People have been forgetting that home routers come with something called parental controls.
When my wife and I first signed up with Virgin as our ISP there was parental control turned on by default. Had to put in my credit card info to be able to flap. This was 2021ish? So before the current stupidity.
Also, it’s easy to feel like this is all being pushed by parents who just straight up refuse to properly parent their children…but it’s mostly being championed by Puritan lobby/pressure groups. They think even totally consensual, CIS/HET amateur porn is disgusting and sinful. They don’t want to see, so they’re on a mission to make it so literally no one can see it.
With help from companies and people who have a vested interest in creating a panopticon-esque surveillance state.
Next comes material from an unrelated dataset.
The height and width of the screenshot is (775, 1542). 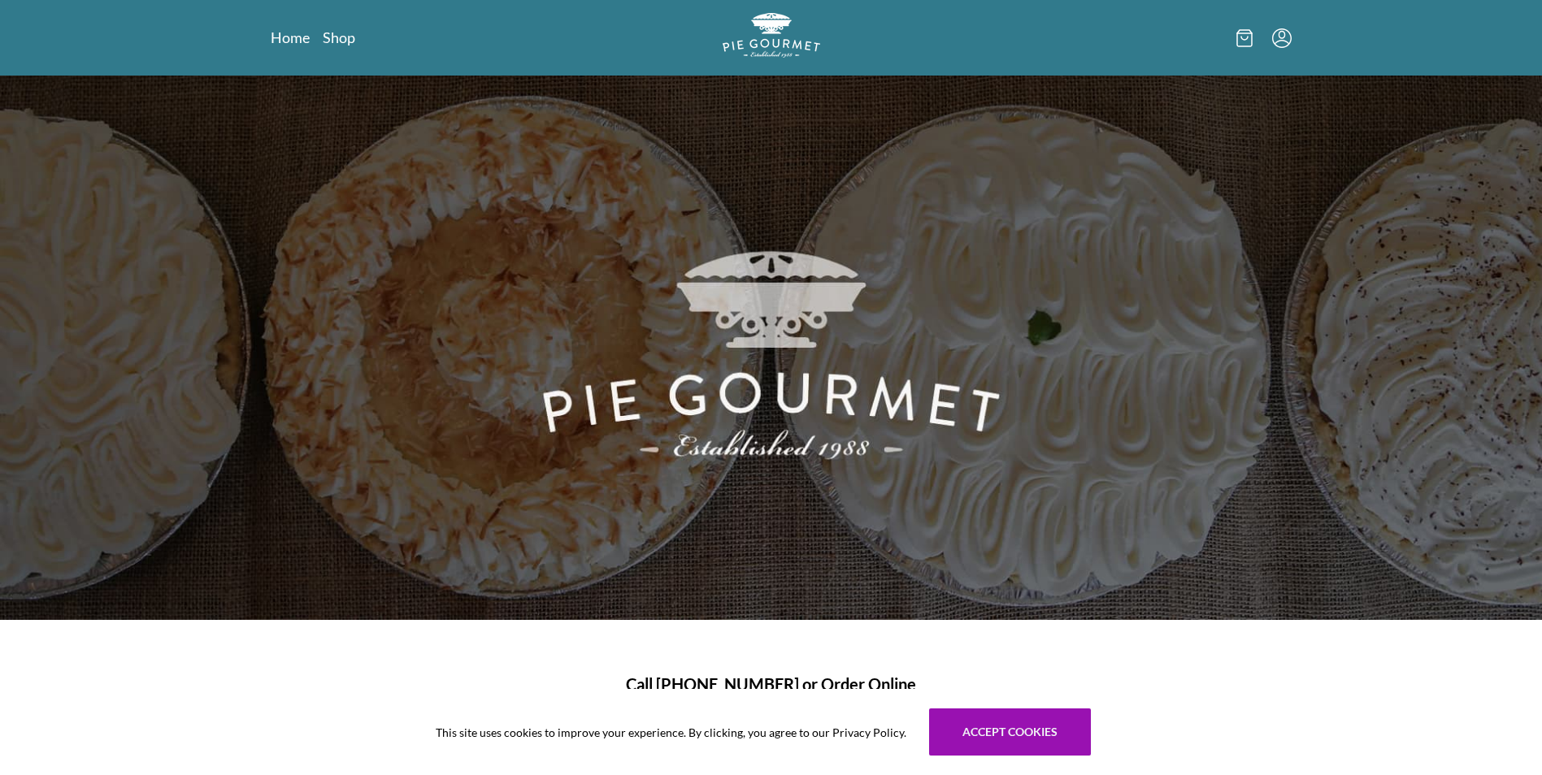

And the rest of the people involved in passing it are too old or ignorant or paid too well by the other two groups to stand in the way of it, or to have cut out the really egregious shit from these bills before they were passed.
lastlybutfirstly@lemmy.world 5 days ago
Governments know about parental controls. They don’t care. If they cared, they’d develop their own parental control software, offer it for free, and encourage it’s use. If they really wanted to get draconian about it, as they are doing now with age verification, they would pass laws to prosecute parents who don’t use parental controls with negligence.
But it’s not about the children. At all. It’s about preventing you and me, and all of us from talking to each other and entertaining ourselves. It’s about turning the Internet into TV, a one way faucet of entertainment and information controlled by the wealthy .001% where us peons can’t talk back.
These age verification laws are just the first step. They kill small forums and games like Urban Dead, and leave only sites controlled by megacorporations that can afford the age verification infrastructure and the massive corporate fines if a single kid sneaks in. Once you get used to this, it’s easier for you to accept not being able to communicate online at all, or start your own forum, or YouTube channel.
halloween_spookster@lemmy.world 5 days ago
I’m skeptical that governments know about these solutions given how little people in general understand technology. It’s a “we’ve tried nothing and we’re all out of ideas” situation. Ideally they should have experts available to consult with when making laws to prevent BS like this.
Sturgist@lemmy.ca 5 days ago
@lastlybutfirstly@lemmy.world
The people at the top certainly don’t. There IS absolutely large swaths of the government that definitely do. Even if only subconsciously, all (or most) government workers who use a workplace computer of some kind should understand that sites are able to be blocked. They might think you’d need to be a Grey Beard of the 16th Order to set it up, but I’d wager a fair percentage have tried to go to a site and it’s been blacklisted.